The big picture: Five of the council's nine seats will be up for election, including the mayor's office.
- Council member Ann O'Brien, who represents the northwest Phoenix-based District 1, is running unopposed.
- In races where no candidate wins an outright majority, a runoff election will take place on March 11, 2025.
- District 7, which covers parts of Maryvale and central Phoenix, is the only race with more than two candidates, meaning it's the only one that could go to a runoff.
Why it matters: Phoenix City Council may not be as prominent in voters' minds as Congress or the state Legislature, but city government is responsible for the services that are often closest to the people, like public safety, garbage collection and street maintenance.
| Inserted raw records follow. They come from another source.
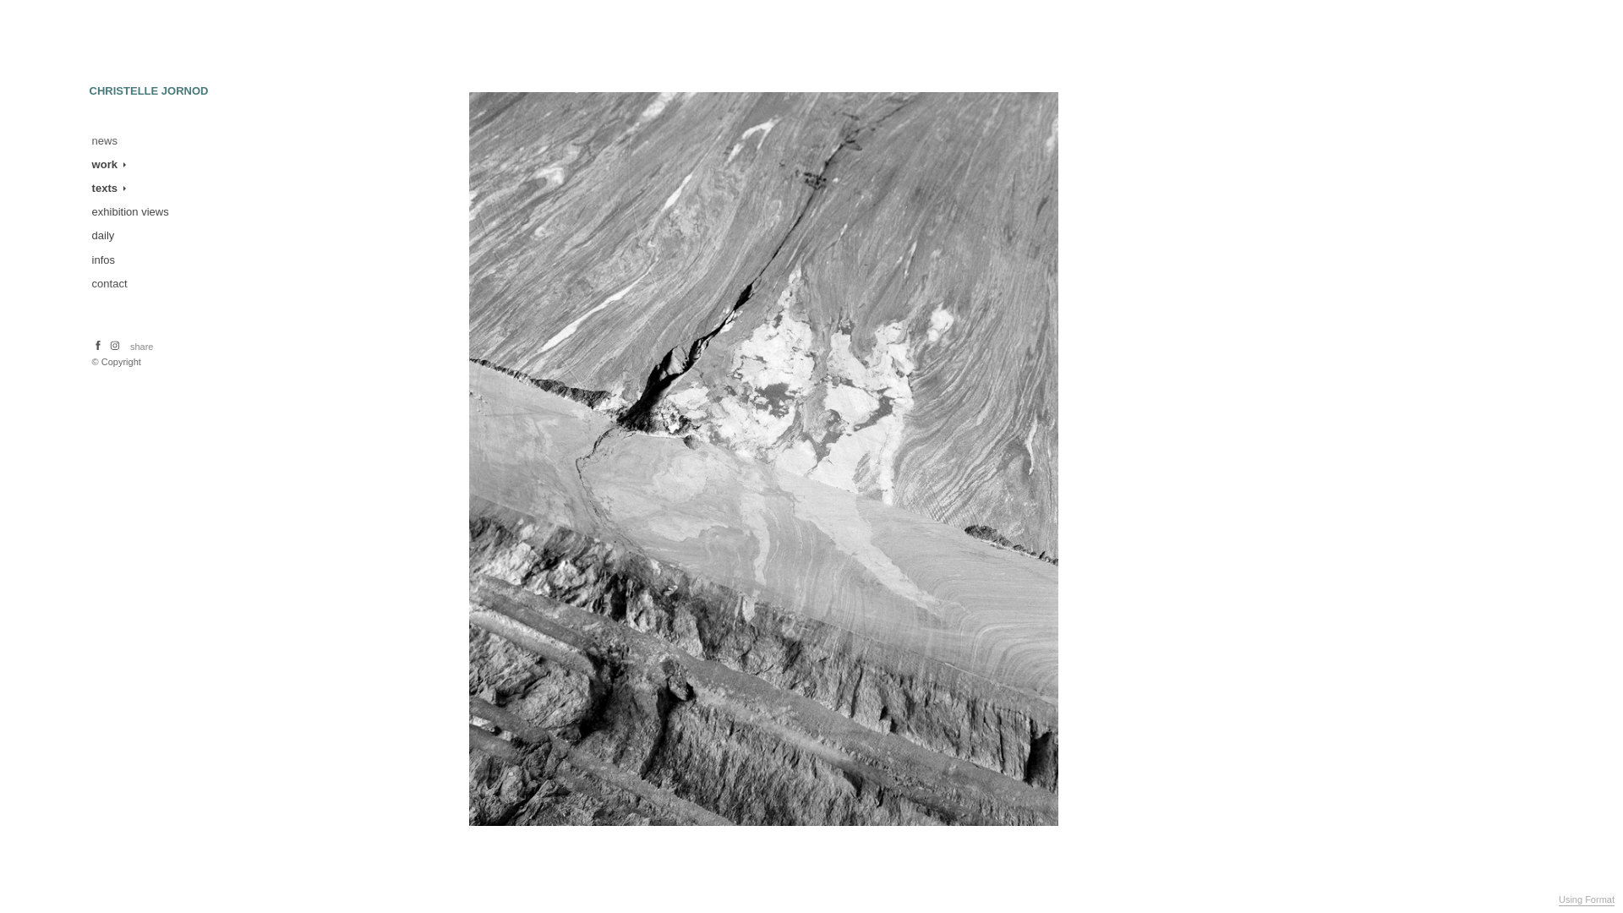 The image size is (1623, 913). I want to click on work, so click(108, 165).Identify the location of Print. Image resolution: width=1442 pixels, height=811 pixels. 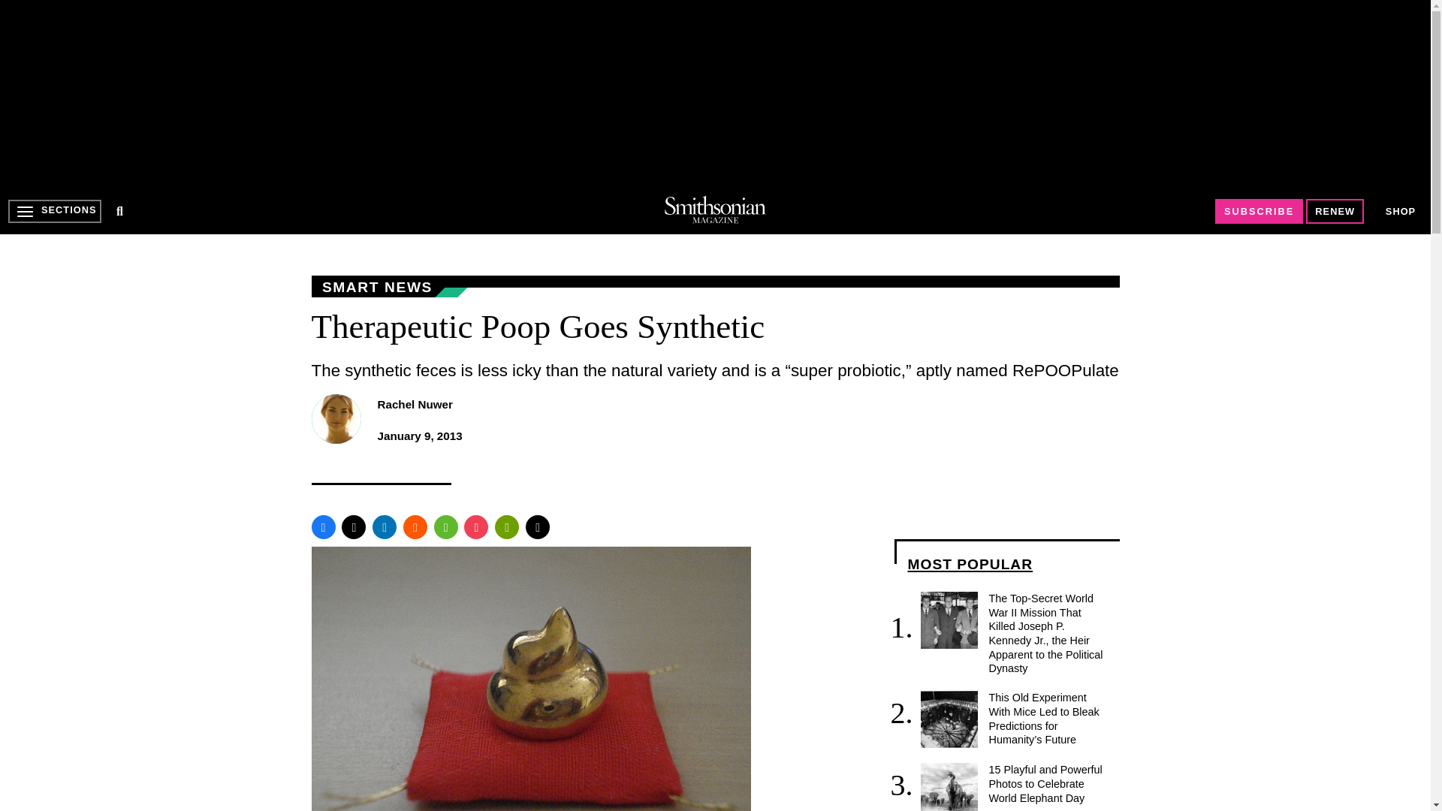
(506, 527).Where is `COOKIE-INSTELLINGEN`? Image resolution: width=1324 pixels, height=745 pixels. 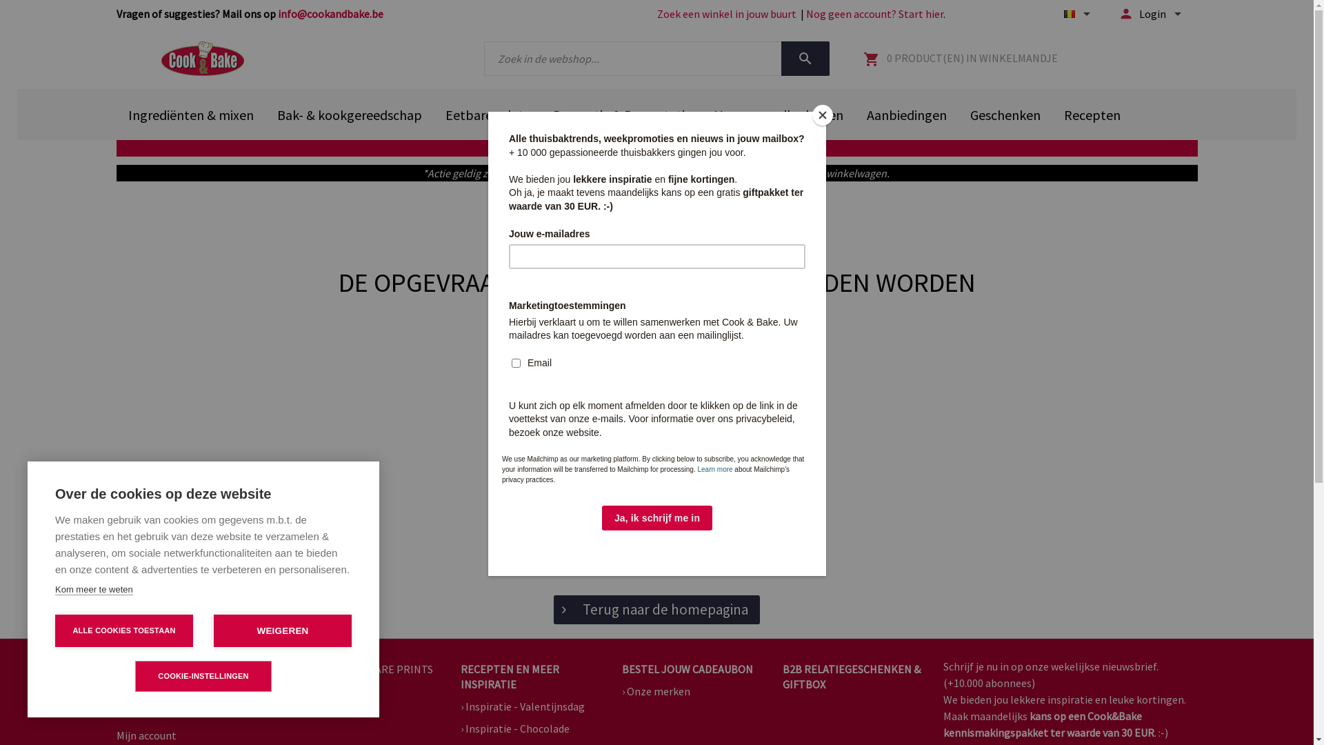 COOKIE-INSTELLINGEN is located at coordinates (203, 676).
Mayor: Mayor Kate Gallego, a former City Council member first elected in a 2019 special election and re-elected the following year, is seeking her second full term as the city's top elected official.
- Her opponent is Matt Evans, a software engineer.
District 3: Incumbent Deb Stark is the city's former city planning and development director; she's served on the council since 2016.
- Her challenger is Ayensa Millan, an attorney who runs a law practice specializing in immigration, personal injury and criminal defense.
District 5: Incumbent Betty Guardado is a former union organizer with Unite Here Local 11; she was first elected in 2019.
- JJ Martinez, who retired in 2020 after 26 years as a Phoenix police officer, is running against her.
District 7: The seat is open after former Council member Yassamin Ansari resigned to run for Congress. The four candidates are:
- Martyn Bridgeman, a real estate agent and Phoenix Center for the Arts board chair.
- Anna Hernandez, a state senator who's spent most of her career in the mortgage and banking industry.
- Michael Nowakowski, a former Spanish-language radio station operator who represented the district from 2007 to 2021 and previously worked for the Catholic Diocese of Phoenix.
- Marcelino Quiñonez, a former state representative and teacher.
Meanwhile, Carlos Galindo-Elvira was appointed to fill the District 7 seat and is running in a special election to fill out the rest of Ansari's term, but is not seeking a full term in the November election.
- A fifth District 7 candidate, Emilio Avila Solis, withdrew from the race last month.